MURFREESBORO
— MTSU’s Center for Popular Music is the recipient of another national
grant from the Grammy Foundation, this time to digitize an extensive, “historically
and culturally significant” live bluegrass audio collection from Indiana music
lover Marvin Hedrick.
The $19,537 grant will make the center an even
greater research resource for MTSU students and faculty as well as scholars
from across the world, director Greg Reish said.
“Mr. Hedrick was, among other things, a fixture at
the Bean Blossom Bluegrass Festival,” Reish explained. “He lived in Brown
County, where the festival’s held, and befriended Bill Monroe and all the other
pioneers of bluegrass. He also was very helpful to younger folklorists who took
a serious interest in bluegrass.”
Hedrick, a Nashville, Indiana, radio and TV
repairman as well as a musician, recorded priceless festival performances and
backstage jam sessions as well as impromptu sessions at his shop. He died in
1973.
His sons, Gary and David, donated 167 open-reel
tapes, a variety of other sound recordings and photographs to the Center for
Popular Music last year for preservation and archiving.
The Grammy Foundation grant, which is one of 20
nationwide announced April 6, will allow the center to “catalog, preserve,
digitize and disseminate the tapes and their contents via a dedicated website
and the center's documentary label, Spring Fed Records,” foundation officials
said.
“The Marvin Hedrick Audio Collection is one of the
most historically and culturally significant collections of live bluegrass
recordings in existence,” the Grammy Foundation report concludes.
The Center for Popular Music received a similar
Grammy Foundation grant in 2013 to organize and archive 3,850 cassette and
open-reel tapes of music, oral histories and field recordings of Dr. Charles
Wolfe, an MTSU English professor who captured musical and interview audio from
hundreds of country, blues and bluegrass music practitioners over four decades.
Wolfe, who died in 2006, also donated his work to
the center, which has since made the collection accessible on its website.
“Gary and David Hedrick didn’t want their father’s
collection to go somewhere and just languish,” said Reish, an old-time musician
who’s attended the Bean Blossom event for the last decade. “They want it used,
listened to and disseminated, and that’s what we’ll do.”
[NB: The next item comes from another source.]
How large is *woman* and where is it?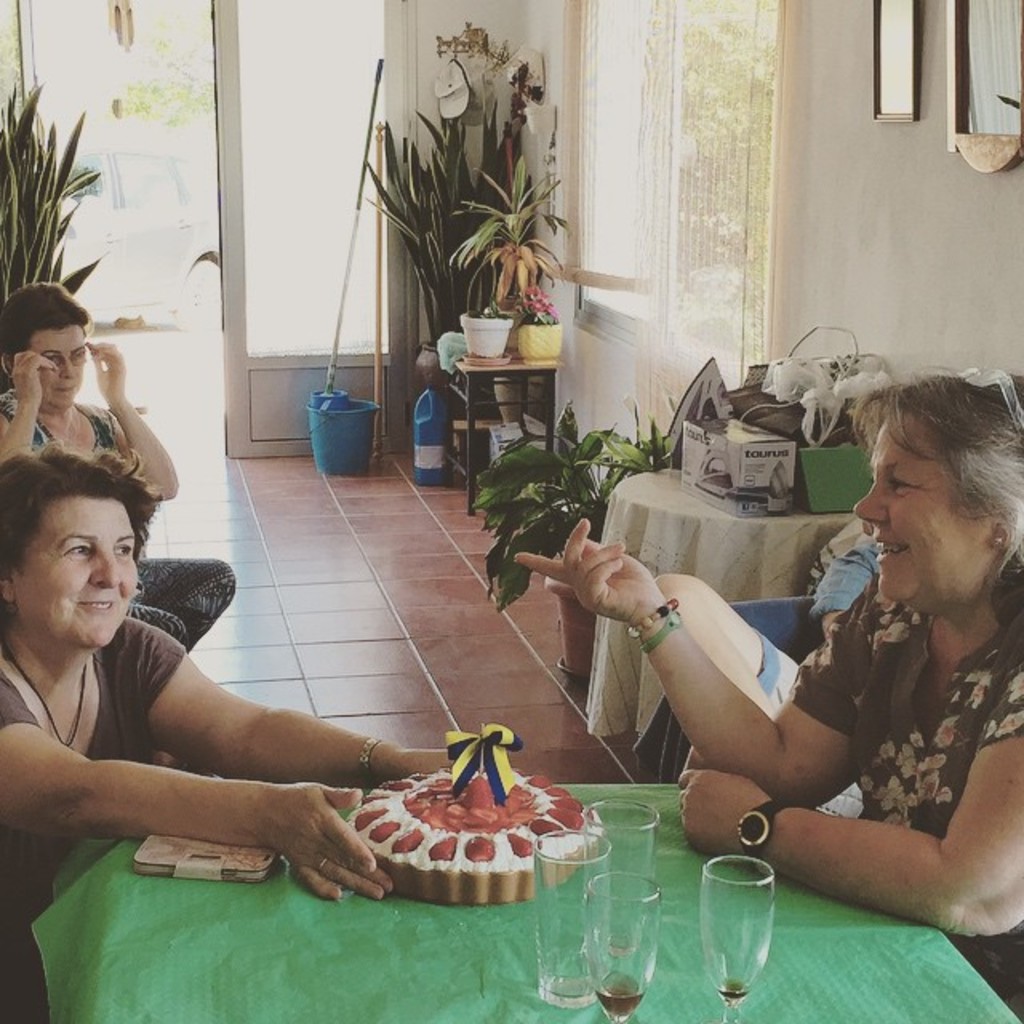
Bounding box: (0, 443, 466, 1022).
The Hedrick collection, like the 1 million-plus
other items that comprise the center’s archives, will now be carefully cleaned
and preserved and its contents identified, documented and catalogued. It then
will be made accessible to scholars all over the world via a searchable
database, Reish said, and MTSU faculty and students can use it for discussion
and research.
“As far as disseminating it via Spring Fed Records,
wow, that’s a lot of copyright and licensing work for us,” the director said.
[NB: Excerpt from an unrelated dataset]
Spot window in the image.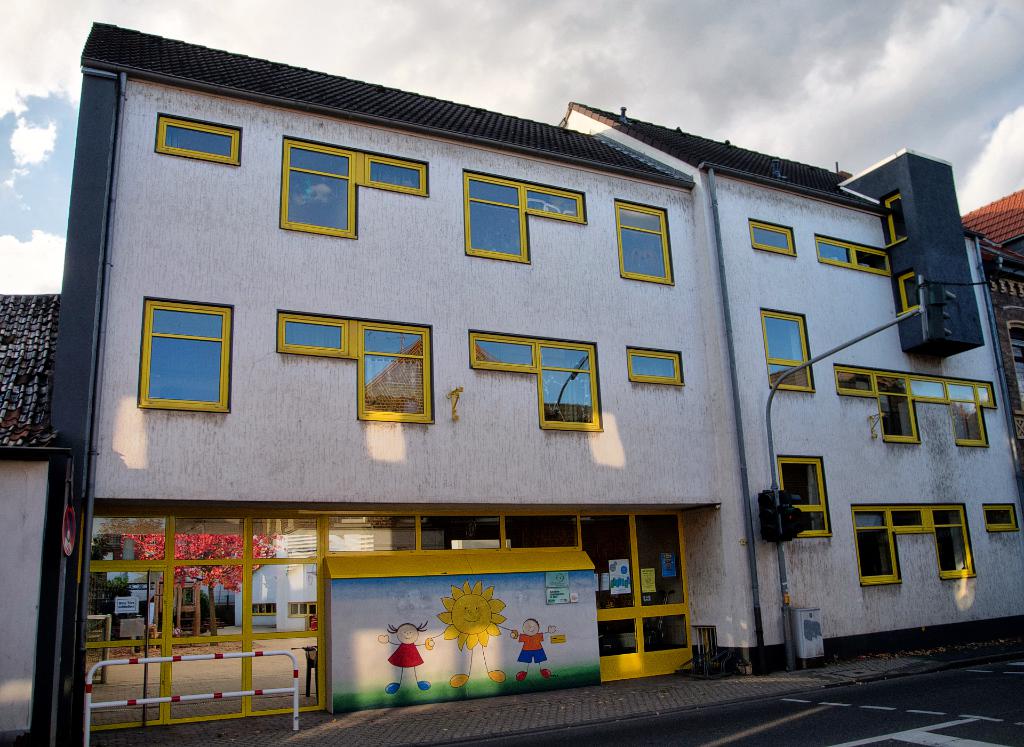
window found at <region>463, 168, 587, 254</region>.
“This grant money couldn’t be used for that, but we’d love to be able to share
the Hedrick collection later on via our built-in channels.”
Along with MTSU’s Center for Popular Music, the Country
Music Hall of Fame and Museum in Nashville received a Grammy Foundation grant
this year to preserve and share almost 45 years’ worth of rare interviews with
country music performers, songwriters and music industry personnel.
The Grammy Foundation awarded more than $300,000 in
its 2016 grants for projects ranging from research with cochlear implants and infants
and toddlers with autism spectrum disorder to recovering and digitizing some of
the earliest cylinder records ever made. Other 2016 Grammy grant recipients include
the Delta Blues Museum in Clarksdale, Mississippi; the New York Philharmonic;
the Ravi Shankar Foundation in Encinitas, California; and the Smithsonian
Institution’s National Museum of American History.
The Center for Popular Music, one of the nation’s
largest and richest repositories of research materials related to American
vernacular music, recently celebrated its 30th anniversary and is part of
MTSU’s College of Media and Entertainment.